This thing popped on YouTube a couple of days ago and it already has more than half a million views, so we thought we’d give it a share here. It’s a pretty good history lesson on Louisiana’s founding and everything after, and it talks about the Mississippi River’s paradox – namely, that the Mississippi literally built South Louisiana and is now trying to kill it economically.
And the history lesson is pretty good – right up to the point where it blames “Cancer Alley” and the “pollution” of the chemical plants along the river for the state’s brain drain. Anybody who works in those plants can tell you they’re the most heavily-regulated on the planet. To be fair, though, the narrator focuses more on the perception of pollution as a negative than the pollution itself, and he does have a point that people don’t generally want to live next to a chemical plant.
On the other hand, nobody really does live next to those chemical plants along the river. At one point there was a vibrant community in North Baton Rouge outside the gates of the Exxon refinery, but now it’s a slum. And downriver, for the most part the populated areas are well back of the plants along the waterfront. The people who make noise about “Cancer Alley” are generally out of state, or they’re in the wealthy parts of New Orleans or Baton Rouge. And there are a few local communists in the River Parishes – the noisiest ones seem to be in St. James Parish – who complain about the chemical plants without noting that in most cases the plants were there before they were.
In any event, the “Cancer Alley” thing is the kind of canard that you’ll believe if you read the New York Times and think the stories it tells are accurate. As an impediment to economic growth it isn’t just overblown, it’s the opposite – when Louisiana has had economic development wins over the past 20-30 years it’s generally been the petrochemical sector that has led the way, and now with the firing-up of the liquified natural gas industry as a major American export, petrochemical plants and LNG export terminals are probably the state’s best prospects for quick job generation.
So that’s our major quibble with this video.
That said, this has an excellent discussion of Huey Long and the normalization of political corruption which is the real reason why the state is stagnant. And a good discussion of the “Dutch disease” that infected the state – namely, the fact that for so long the oil and gas industry gave Louisiana an economic crutch which allowed poor leadership to fail at the basics of governance without consequences. And it didn’t even blame global warming or the oil companies for the loss of the state’s marshland – it relied on basic geology and hydrology for that explanation, which is correct.
Oh, well. Can’t get everything right. The video gets Louisiana mostly correct, and the lessons it offers about the effect political corruption will have on the long-term economic prosperity of a place are well worth reviewing.
The YouTube account producing this thing is Geography by Geoff, a project of Portland-based digital creator Geoff Gibson. The account boasts more than 900,000 subscribers on YouTube and has produced 465 videos so far.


*Try it*: Once you find a line containing the word "teilzeit" in the entries below, copy it.
■ ■ ■
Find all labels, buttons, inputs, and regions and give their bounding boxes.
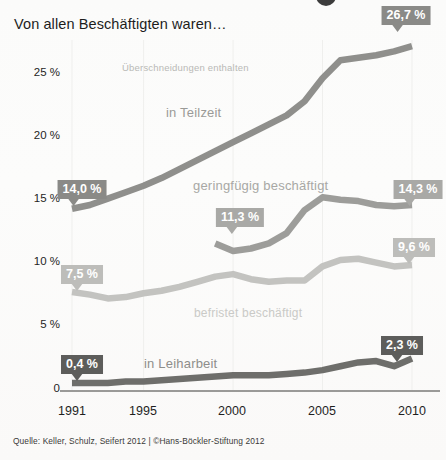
x-tick-1995: 1995	[129, 404, 157, 418]
series-label-befristet: befristet beschäftigt	[194, 306, 302, 320]
series-label-leiharbeit: in Leiharbeit	[144, 356, 217, 371]
callout-leih-end: 2,3 %	[381, 336, 423, 355]
y-tick-25: 25 %	[14, 66, 60, 78]
series-label-teilzeit: in Teilzeit	[166, 105, 221, 120]
callout-befristet-end: 9,6 %	[393, 238, 435, 257]
callout-gering-end: 14,3 %	[394, 180, 443, 199]
series-line-2	[72, 259, 412, 299]
y-tick-0: 0	[14, 382, 60, 394]
x-tick-1991: 1991	[58, 404, 86, 418]
callout-teilzeit-end: 26,7 %	[382, 6, 431, 25]
series-line-3	[72, 359, 412, 383]
y-tick-5: 5 %	[14, 318, 60, 330]
x-tick-2000: 2000	[218, 404, 246, 418]
y-tick-10: 10 %	[14, 255, 60, 267]
x-tick-2010: 2010	[398, 404, 426, 418]
callout-befristet-start: 7,5 %	[61, 265, 103, 284]
callout-teilzeit-start: 14,0 %	[58, 180, 107, 199]
x-tick-2005: 2005	[308, 404, 336, 418]
overlap-note: Überschneidungen enthalten	[122, 62, 249, 73]
series-label-geringfuegig: geringfügig beschäftigt	[193, 178, 328, 193]
callout-leih-start: 0,4 %	[61, 355, 103, 374]
source-citation: Quelle: Keller, Schulz, Seifert 2012 | ©…	[13, 436, 264, 446]
y-tick-20: 20 %	[14, 129, 60, 141]
y-tick-15: 15 %	[14, 192, 60, 204]
callout-gering-start: 11,3 %	[216, 208, 264, 227]
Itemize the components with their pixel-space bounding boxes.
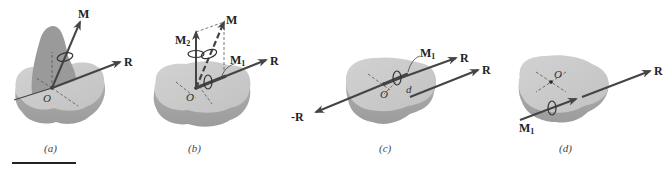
moment-label: M [226,13,237,27]
panel-d: O R M1 (d) [519,55,663,155]
panel-a: M R O (a) [14,7,133,155]
panel-c: M1 R R -R O d (c) [291,46,491,155]
resultant-label-right: R [482,63,491,77]
resultant-label: R [270,54,279,68]
resultant-label-top: R [460,51,469,65]
moment1-label: M1 [230,53,245,68]
resultant-label: R [124,55,133,69]
negative-resultant-label: -R [291,110,304,124]
resultant-label: R [654,64,663,78]
moment-label: M [78,7,89,21]
caption-c: (c) [379,142,392,155]
origin-label: O [43,92,51,104]
caption-d: (d) [559,142,572,155]
panel-b: M M2 M1 R O (b) [154,13,279,155]
origin-label: O [554,68,562,80]
caption-b: (b) [188,142,201,155]
figure-canvas: M R O (a) M M2 M1 R O (b) [0,0,671,169]
moment1-label: M1 [519,121,534,136]
moment-rotation-icon [200,48,218,61]
caption-a: (a) [44,142,57,155]
footnote-rule [12,162,76,164]
distance-label: d [406,83,412,95]
moment2-label: M2 [175,33,190,48]
moment1-label: M1 [420,46,435,61]
origin-label: O [380,88,388,100]
origin-label: O [186,91,194,103]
■ ■ ■
*Output of the exercise*:
series-label-teilzeit: in Teilzeit	[166, 105, 221, 120]
callout-teilzeit-end: 26,7 %	[382, 6, 431, 25]
callout-teilzeit-start: 14,0 %	[58, 180, 107, 199]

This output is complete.